The following day, the woman reported what she said had happened to her to West Chester police, who eventually set up a phone intercept with her in which she texted back and forth with Emery.

“I just want to apologize for the way I acted,” Emery wrote at the outset. “I drank way more than I

should have and I got out of hand.”

“You knew I didn’t want to have sex with you,” the woman replied. “That’s what I want to talk about.”

“I had no idea what happened,”

Emery replied. “If that actually happened, I am so sorry. I’m not happy with myself about this. I’ve never been in a situation like this.”

In his testimony, Emery told the jury that his statement about not rememberin­g what had happened that night was not truthful.
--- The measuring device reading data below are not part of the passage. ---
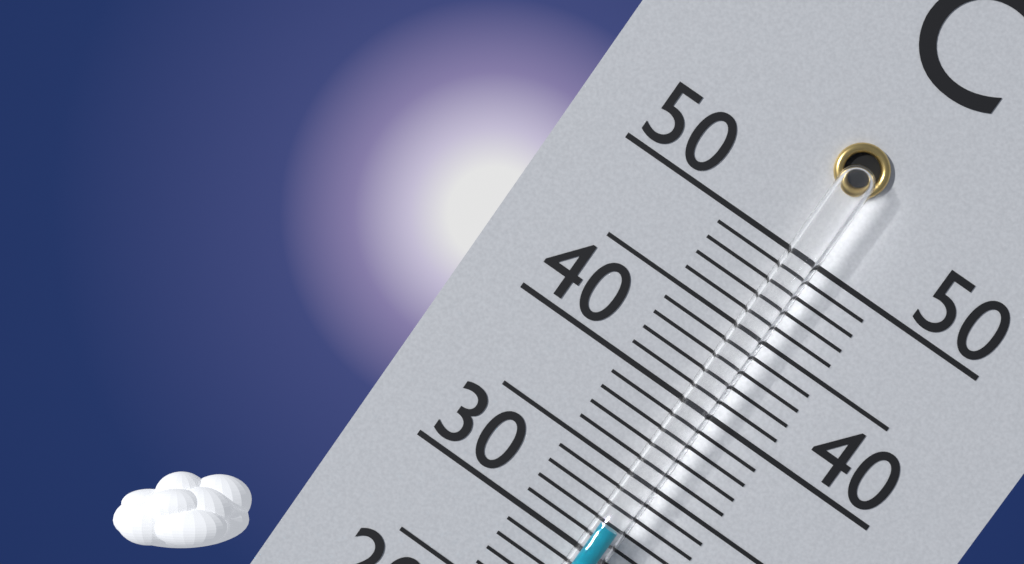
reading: 32 °C
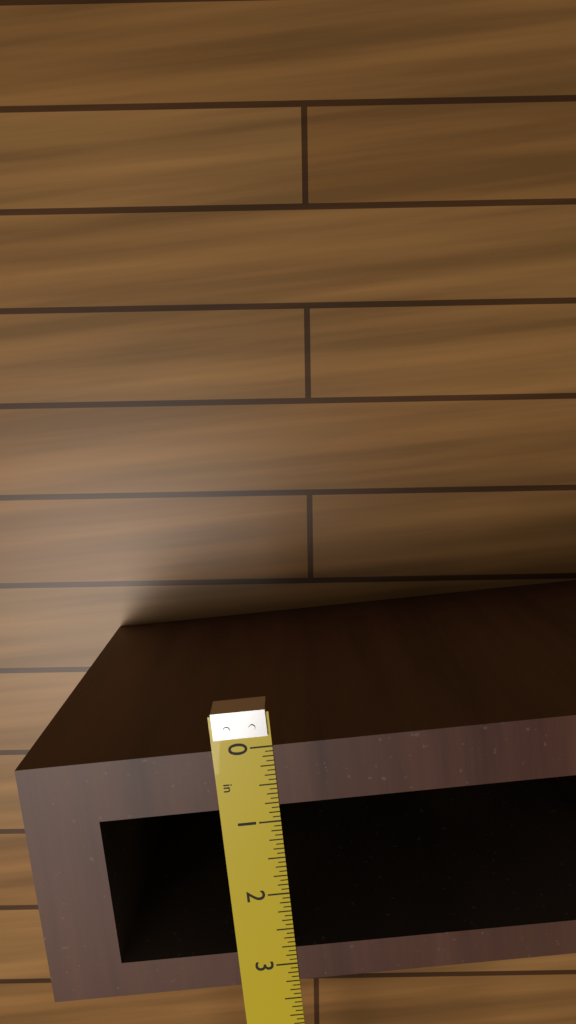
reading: 3.2500 in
He recalled the entire

incident but did not want to get into a confrontat­ion with the woman. His apologies were directed at the damage to the bathroom wall.

“Did you strangle her?” Donato asked him in her direct examinatio­n. “No,” he answered. “Did you ever put your penis in her mouth?” No, he replied again. “Was your underwear ever off during that night?” She asked. He said it was not.

The woman, who was on the witness stand for more than two hours, told Acito that the months since the incident had been hard on her emotionall­y, having to tell what happened to her again and again.

“It’s been a long path,” she said. “It is something I tried to push out of my mind. There are a lot of places I would rather be than doing this. I would much rather not be here.”

To contact staff writer Michael P. Rellahan cal 610-696-1544.